Jafar inclined his head again and turned away. Part of him waited for a slap across the cheek or a slew of reprimands attacking everything from his physical appearance to his audacity to speak. His father didn’t like when Jafar spoke to people, for they had a tendency to listen.
To obey.
Jafar didn’t realize until now that he had taken Baba’s criticism to heart. No more, Jafar told himself. He answered to no one but himself now.
He began walking up the street, jaw set and memories of Baba streaking through his mind, one after the other. Rohan struggled to keep up, bickering with Iago about something Jafar tuned out. It didn’t yet feel like Baba was really gone. He was an entire realm away now, but at times, Jafar felt worse than when he had known Baba was a room over.
He couldn’t let that feeling hinder what he had already accomplished—and had yet to achieve.
Buildings rose to either side of them, some with carvings etched into stone, others with fancy moldings that jutted out at intervals. Some tapered to pointed domes, while others were flat with rooftop terraces.
Jafar had never seen anything like it. He’d never seen a city that had been built for leisure , rather than necessity.

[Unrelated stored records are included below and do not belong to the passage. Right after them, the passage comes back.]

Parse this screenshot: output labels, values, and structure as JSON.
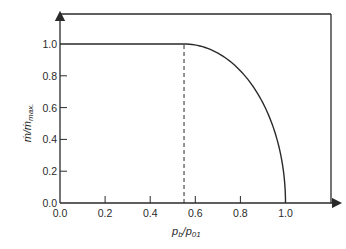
{
  "chart_data": {
    "type": "line",
    "title": "",
    "xlabel": "p_b/p_01",
    "ylabel": "ṁ/ṁ_max.",
    "xlim": [
      0.0,
      1.0
    ],
    "ylim": [
      0.0,
      1.0
    ],
    "x_ticks": [
      "0.0",
      "0.2",
      "0.4",
      "0.6",
      "0.8",
      "1.0"
    ],
    "y_ticks": [
      "0.0",
      "0.2",
      "0.4",
      "0.6",
      "0.8",
      "1.0"
    ],
    "grid": false,
    "legend": null,
    "series": [
      {
        "name": "mass flow ratio",
        "style": "solid",
        "x": [
          0.0,
          0.55,
          0.6,
          0.65,
          0.7,
          0.75,
          0.8,
          0.85,
          0.9,
          0.95,
          0.98,
          1.0
        ],
        "y": [
          1.0,
          1.0,
          0.994,
          0.975,
          0.94,
          0.89,
          0.82,
          0.72,
          0.58,
          0.39,
          0.21,
          0.0
        ]
      }
    ],
    "annotations": [
      {
        "type": "vertical-dashed-line",
        "x": 0.55,
        "y_from": 0.0,
        "y_to": 1.0,
        "label": "critical pressure ratio"
      }
    ]
  },
  "axes": {
    "x_label_main": "p",
    "x_label_sub_b": "b",
    "x_label_slash": "/p",
    "x_label_sub_01": "01",
    "y_label_main": "ṁ/ṁ",
    "y_label_sub": "max."
  }
}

He pointed at Rohan’s map. “Let’s head to that bazaar first. We’re going to need better clothes and a few other things. And then a place to stay for the night.”
As occasional passersby became small crowds and busier storefronts, Jafar spied a sweetshop. Perfect. Rohan would love that.
“Jafar, we really need to—” Rohan began.
“Come on,” Jafar said.
Rohan ran to catch up. “We need to talk about your plan. You can’t go up to the House of Wisdom and expect to be let in simply because you’ve applied.”
“There’s a sweetshop just up ahead,” Jafar singsonged.
“Did you hear me?” Rohan asked.
“Relax, Rohan. I’ll buy you qatayef,” Jafar said.
“Hey, I deserve a little something, too,” Iago said. Jafar ignored him and looked at Rohan with a mock pout.
Rohan sighed. “And cardamom tea, too? With your imaginary money?”
“Of course,” Jafar said, hopes rising as they ventured deeper into the capital city. Date palms swayed, fountains gurgled.
“Are you actually— With what money, Jafar?” Rohan asked in hushed panic as Jafar neared the sweetshop.
It was a stall, really, run by a girl, with a sampling of sweets inside a glass case. Behind her, a woman who might have been her sister poured orange blossom syrup over a fresh batch of basbousa, the buttery and nutty aroma spiraling around them. Cozy cushions had been arranged out in front of the shop, occupied by men sitting cross-legged and chatting in boisterous tones without a care in the world, pouring fragrant streams of tea and passing glasses around.
“A plate of qatayef, please,” Jafar said. “And a glass of cardamom tea.”
The girl behind the glass case blushed when he pulled out a handful of coins with a flourish.
“You had money this entire time?” Rohan sputtered. The men burst into laughter at something completely unrelated.
“If I had used it sooner, we wouldn’t be here right now, would we?” Jafar asked.
Rohan grumbled, and then when Jafar winked, a laugh sputtered out of him. Jafar, despite everything looming ahead, warmed inside. This was what he lived for: his brother.
And when Jafar wasn’t careful, it was easy to forget.